Depending on where he lives, some flight schools or community colleges have their own formal ground school class. A formal ground school given in a class room setting will allow him to interact with other students and ask question of the ground school instructor at the time the material is taught. It's also a great addition to your instruction. I have found that King and Sporty's Ground school DVD's tend to be somewhat dry learning.
 
IMHO for a pvt pilot and 15 year old I'd say not to go the home study this time but to find an FBO course (like the post 2 above). He/she will get face to face time in this important stage of the game. After the pvt pilot then do whatever home study (sportys/king/gleim) but for the pvt. pilot i'd rec an FBO course. Again like the guy above said they usually run like once or twice a week night (5 to 10 students) for 5 week then eveyone take the written. At my local FBo (outside philly) the course is $200 incliding books. The test fee is extra.

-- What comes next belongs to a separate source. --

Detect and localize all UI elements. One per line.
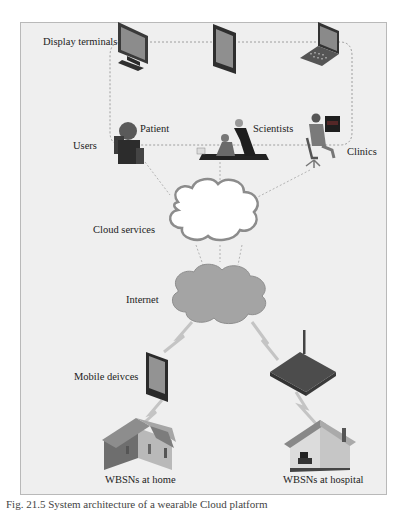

Hope it helps, FWIW back in 1990 when I was 15 I took an FBO class for my PVT pilot. Then after used the King tapes for my Inst/comm/cfi when I was in college.

If I had a kid that about to start PVT pilot lessions I would make a kit that included:


1. Written Questions Book (Gleim/ASA ect.) I prefer Gleim
2. FAR/AIM although it is online for free, I think a pvt. student should have a hard copy.
3. FAA Airplane Flying Handbook
4. FAA Handbook of Aeronautical knowledge
5. Pvt pilot PTS
6. E6B, calculator, sectional, flashlight, fuel strainer, notebook
7. POH for aircraft they fly or copies of the important sections (check lists, emg section, limits)
7. standard backpack to carrie it all.

I'm guessing about 200 to 250 worth of stuff.

Then for the inst. add

1. king/sportys tapes
2. question book
3. FAA inst procedures handbook ( I don't think the other FAA inst. book, the instrument flying HB is very useful)
4. Inst. PTS
5. charts/POH data

Comm pilot
-use FAA handbooks from pvt pilot
1. king or sportys tapes
2. comm question book
3. comm pts
4. photocopy of comm maneuvers and complex aircraft POH data

CFI

1. king/sportys tapes
2. FOI questions book (what an f'in waste)
3. CFI questions book
4. FAA CFI handbook
5. CFI pts

Comm/multi

1. use FAA handbooks
2. POH data

ATP
1. ATP written
2. ATP PTS

About a year ago I went and cleaned/purged my book from my training days. I tossed all the written question books, tapes and PTS book.

I kept:

-FAA airplane flying handbook
-FAA handbook of aeronautical knowledge
-FAA inst procedures handbook
-FAA CFI handbook
-Gleim ATP written book, incase I ever have to interview again (hopefully not)
-Turbine Pilots manual

At about the same time I cleaned out the attic in my parents house. In it I found all my fathers flight school stuff from the 60's. The FAA handbooks and question book he had that I found were very similar the one i have from the 90's.